Khadgar is so glad to comply that it hurts. He twists his body around to grasp the floor with his hands and bite his teeth into his knuckles. Magic spills into the ground in a corona around them.

And Lothar's hand pushes past the tunic and into his trousers. Even gloved, it doesn't leave much to the imagination when he wraps it around Khadgar's cock and tugs it experimentally—and neither does Khadgar, who grunts in reply and thrusts into it.

They settle into a clumsy rhythm. Lothar tries not to twist his arm wrongly while he faces away from the body on the ground. And Khadgar has no clue what he is doing. Degraded to a wholly instinctive creature, he takes whatever is up for offering if it brings him closer. One particular jerk, Lothar has no choice but to rearrange himself or break his arm. “Hey,” he almost laughs, so uneasy is he, “kid.”

The word is another painful mistake in a line of many.

Khadgar's energy is pooling. Rivulets of it run up his neck. Where they traverse his tangled hair, they turn black or evaporate. He hides his face against his own hands while he pants, bites his lips, keens.

Is it just Lothar, or are there new sounds just for him?

Lothar stops going to lengths to look away. It is impossible, anyway. Khadgar's body is building up to something, and Lothar has never seen it look so powerful. He has never known the mage to even be able to hold it. No expert in the arcane, Lothar has always assumed mages to be channels for some mystical power from the aether.

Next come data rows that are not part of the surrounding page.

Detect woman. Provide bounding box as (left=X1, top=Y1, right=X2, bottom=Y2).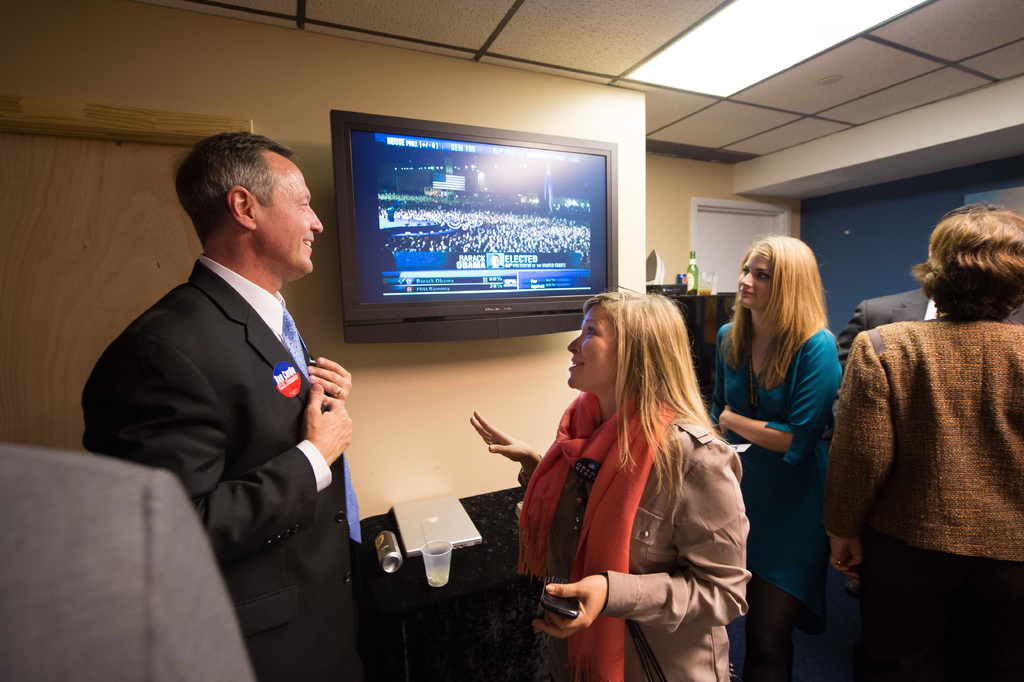
(left=486, top=294, right=756, bottom=681).
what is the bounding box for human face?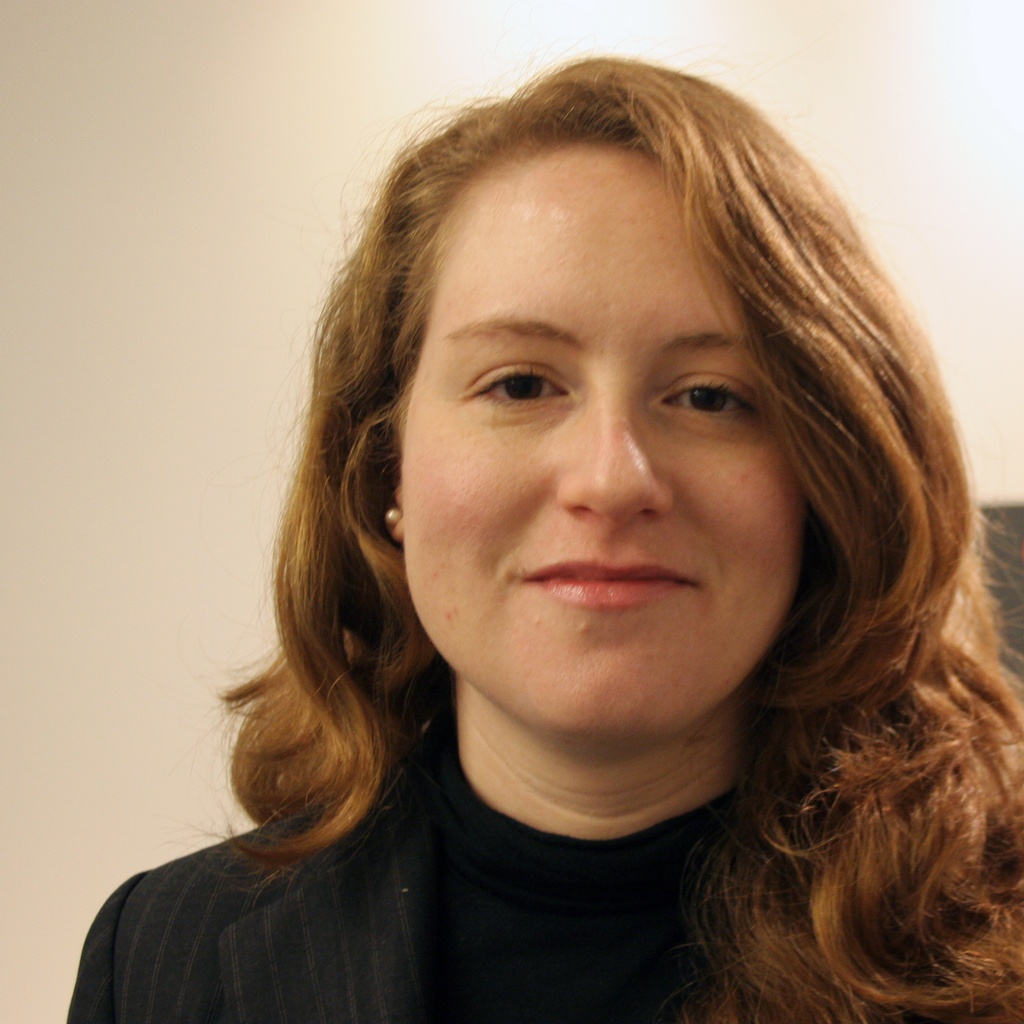
[left=399, top=138, right=805, bottom=739].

Instead this seems decidedly like Khadgar himself generates it. All of it.

A muffled cry against the back of his wrist, and a cloak of black smoke suddenly bursts from Khadgar's being. It twists itself into shapes and creatures, and then the smoke turns into a silvery white.

It is the curse. Both beautiful and ugly, it coils up into the trees. Lothar stares after it. Khadgar is panting on the ground, and Lothar has pulled back his hand as soon as his job was done. He doesn't know whether to hope that this time, it is truly gone.

“Hey,” he asks, “are you all right?”

Khadgar does not say anything back. He crawls up, more invigorated than he has been for the last hour, and closes his eyes in bitterness when the smoke just sinks into his body again. “I am taking a bath.”

Khadgar needs no protection now. If he did, he would still not accept it. Lothar is left alone in the copse in an overflowing sense of guilt. He tries to clean the glove by rubbing it against grass, then with sand.

Just one more day to Karazhan, he tells himself. He himself doesn't know how to go about that if the healer doesn't return, when it's just the two of them. Lothar promised Khadgar a cure and he will do what he can to help him find it. But he doesn't think it is going to be a pleasant journey.